Ghost town of Perry Oregon
Name: Perry (Stumptown)
Class: E4
GPS: 45.349148, -118.167555
Directions:
Head west along I-84 from La Grande. At about three miles take exit 257. Lower Perry is immediately to the right. Take a left than a quick jog to the right on Hamilton Creek Frontage Road. Follow this road for about half a mile. After crossing the Grand Ronde River there are several older, occupied, homes.
Description:
There is conflicting information here about the original name of Perry Oregon. The Oregon Genealogy and History web page states that the original name was Stumptown. But, Oregon Post Offices, 1847-1982 says that when the original post office was opened on August 26, 1980, the name was Stanley with Robert Smith as the first postmaster. The Post Office Department changed the name to avoid duplication and to honor a railroad dispatcher from La Grande.
A company town was built to support the saw mill opened here by the Smith-Stanley Lumber Company in 1890. The Oregon Western Railroad & Navigation built a rail road to here to move timber to the mills in La Grande. In 1900 the saw mill was sold to George Stoddard and C. W. Nibley who renamed it to Grande Ronde Lumber Company. The lumber mill burned down in 1924 and was not rebuilt. The Grande Ronde Lumber Company and Stoddard Lumber Company merged in 1927. The mill was moved across the valley to Ponderosa and most of the town moved with it.
The town lasted for a few more years, but the post office was closed to La Grande on March 14, 1931.According to History of Oregon, Volume One by Charles Henry Carey, Louis Pfel from Perry Oregon died of Broncho Pneumonia while serving in the US Army during World War I
More Information:
Do you know anything about this town? Have you ever lived here? Please leave your recollections in the comments below!
According to History of Oregon, Volume One by Charles Henry Carey
I grew up at Lower Perry. 1956 til present. My parents came here in 1951. We live by the Perry swimming hole. We had 3 Perrys lower, middle and upper Perry. lower Perry was most people lived and had an old school house there. middle Perry was the old mill grounds, ice place but was basically a ghost town with everything fallen in, old cars left around, just the cement left up for the buildings and ice house. Then there is Upper Perry not much written about it. There is 10 residential places in Upper Perry and the old Arch bridge that was redone in recent years. I recollect a old service station as a young child that was closed and later tore down, I actually lived near lower Perry near the swimming hole on the old hwy that dead ends at our place. There were 2 old mills on our land and the counties back before 1900. our house was further down in the field till the first building of the freeway was put in in 1959 time period. they put it to close to the house and it required it to be moved. Kids went to school in Perry until the 1950s. the old schoolhouse/gym remains one major building that was used for a school house burnt so they used the gym instead. The mills closed in 1930’s at middle Perry. The dams, etc in the river for the mill-log transport etc was changed. they used to ride the logs from up starkey way to the mill-stopping just above the dam.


§ **Your goal**: Copy out all the lines of the data that hold the word "value".

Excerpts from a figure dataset
=-=-=

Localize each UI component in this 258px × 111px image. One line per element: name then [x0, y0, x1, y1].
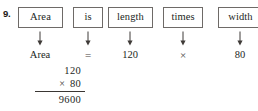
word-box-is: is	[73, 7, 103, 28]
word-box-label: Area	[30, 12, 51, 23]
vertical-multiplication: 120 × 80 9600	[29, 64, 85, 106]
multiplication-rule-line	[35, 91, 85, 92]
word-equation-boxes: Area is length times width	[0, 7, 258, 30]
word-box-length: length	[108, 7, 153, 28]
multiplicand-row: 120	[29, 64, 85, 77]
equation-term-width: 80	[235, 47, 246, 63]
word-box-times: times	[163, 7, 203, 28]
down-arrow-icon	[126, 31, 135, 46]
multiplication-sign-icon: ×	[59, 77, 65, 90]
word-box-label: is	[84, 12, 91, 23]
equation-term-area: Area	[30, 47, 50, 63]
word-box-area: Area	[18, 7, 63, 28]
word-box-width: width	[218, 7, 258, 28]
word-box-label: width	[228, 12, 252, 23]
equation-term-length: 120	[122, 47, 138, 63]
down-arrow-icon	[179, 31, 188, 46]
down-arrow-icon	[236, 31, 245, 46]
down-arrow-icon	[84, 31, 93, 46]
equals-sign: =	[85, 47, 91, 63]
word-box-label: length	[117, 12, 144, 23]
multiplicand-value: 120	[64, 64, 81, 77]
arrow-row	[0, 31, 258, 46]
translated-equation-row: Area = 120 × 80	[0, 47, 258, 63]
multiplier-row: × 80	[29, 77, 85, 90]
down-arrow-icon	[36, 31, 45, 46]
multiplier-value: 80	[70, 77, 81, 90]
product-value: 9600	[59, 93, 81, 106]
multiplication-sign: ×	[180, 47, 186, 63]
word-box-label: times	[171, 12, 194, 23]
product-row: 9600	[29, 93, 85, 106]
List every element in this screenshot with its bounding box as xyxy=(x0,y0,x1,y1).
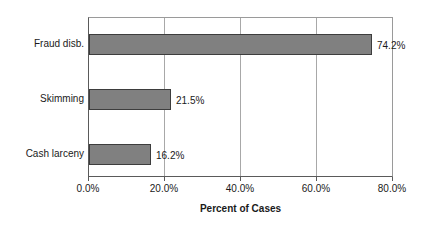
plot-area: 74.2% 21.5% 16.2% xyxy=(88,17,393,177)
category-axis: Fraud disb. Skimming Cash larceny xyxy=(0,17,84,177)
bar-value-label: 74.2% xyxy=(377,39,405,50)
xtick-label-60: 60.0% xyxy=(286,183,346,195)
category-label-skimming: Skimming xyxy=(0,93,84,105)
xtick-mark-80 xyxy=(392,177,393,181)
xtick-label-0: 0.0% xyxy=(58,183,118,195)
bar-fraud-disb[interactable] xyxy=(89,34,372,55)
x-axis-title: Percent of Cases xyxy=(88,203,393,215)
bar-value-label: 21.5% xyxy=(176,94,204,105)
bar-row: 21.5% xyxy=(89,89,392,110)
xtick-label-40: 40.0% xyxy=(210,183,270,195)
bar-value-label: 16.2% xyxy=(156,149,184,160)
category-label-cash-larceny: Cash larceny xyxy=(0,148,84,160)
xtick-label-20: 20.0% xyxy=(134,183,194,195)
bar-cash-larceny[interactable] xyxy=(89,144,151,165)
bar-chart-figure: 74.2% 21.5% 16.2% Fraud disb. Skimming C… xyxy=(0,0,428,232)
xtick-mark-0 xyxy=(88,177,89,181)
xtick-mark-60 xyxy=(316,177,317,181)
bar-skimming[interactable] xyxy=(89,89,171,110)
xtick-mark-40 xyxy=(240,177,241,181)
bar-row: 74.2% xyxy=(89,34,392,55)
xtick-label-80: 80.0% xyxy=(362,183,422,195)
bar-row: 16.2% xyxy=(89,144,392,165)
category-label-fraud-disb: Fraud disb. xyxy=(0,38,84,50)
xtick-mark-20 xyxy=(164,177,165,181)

=-=-=

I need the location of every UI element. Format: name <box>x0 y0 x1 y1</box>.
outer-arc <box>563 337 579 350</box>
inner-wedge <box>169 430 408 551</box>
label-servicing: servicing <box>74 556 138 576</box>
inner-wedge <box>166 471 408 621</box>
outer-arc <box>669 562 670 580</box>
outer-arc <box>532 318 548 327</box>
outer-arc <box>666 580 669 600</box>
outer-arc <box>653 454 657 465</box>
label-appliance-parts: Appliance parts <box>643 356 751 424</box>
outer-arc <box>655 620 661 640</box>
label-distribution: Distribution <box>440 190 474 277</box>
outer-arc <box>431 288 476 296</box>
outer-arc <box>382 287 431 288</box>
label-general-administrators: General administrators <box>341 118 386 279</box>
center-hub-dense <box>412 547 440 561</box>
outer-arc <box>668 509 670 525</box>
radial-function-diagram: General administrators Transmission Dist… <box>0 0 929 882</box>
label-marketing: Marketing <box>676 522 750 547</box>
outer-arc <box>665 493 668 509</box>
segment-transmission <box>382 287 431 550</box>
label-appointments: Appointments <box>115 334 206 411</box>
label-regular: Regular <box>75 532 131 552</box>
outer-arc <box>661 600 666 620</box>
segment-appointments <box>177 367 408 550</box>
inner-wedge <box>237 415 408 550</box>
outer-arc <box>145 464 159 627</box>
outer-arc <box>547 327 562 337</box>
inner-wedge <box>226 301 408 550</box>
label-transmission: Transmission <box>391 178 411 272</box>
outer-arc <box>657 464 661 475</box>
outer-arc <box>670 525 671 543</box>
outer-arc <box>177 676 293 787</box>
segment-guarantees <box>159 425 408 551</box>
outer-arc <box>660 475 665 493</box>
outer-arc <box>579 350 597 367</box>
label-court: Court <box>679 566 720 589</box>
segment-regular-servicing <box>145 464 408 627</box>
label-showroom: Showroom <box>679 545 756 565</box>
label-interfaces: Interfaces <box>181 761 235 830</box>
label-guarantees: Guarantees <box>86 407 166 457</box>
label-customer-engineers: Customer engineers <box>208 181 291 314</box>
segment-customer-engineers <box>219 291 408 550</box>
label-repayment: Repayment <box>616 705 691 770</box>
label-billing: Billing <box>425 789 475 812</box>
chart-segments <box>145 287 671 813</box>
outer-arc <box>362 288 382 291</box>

=-=-=

§ **Your solution**:
multiplicand-value: 120	[64, 64, 81, 77]
multiplier-value: 80	[70, 77, 81, 90]
product-value: 9600	[59, 93, 81, 106]
bar-value-label: 74.2% xyxy=(377,39,405,50)
bar-value-label: 21.5% xyxy=(176,94,204,105)
bar-value-label: 16.2% xyxy=(156,149,184,160)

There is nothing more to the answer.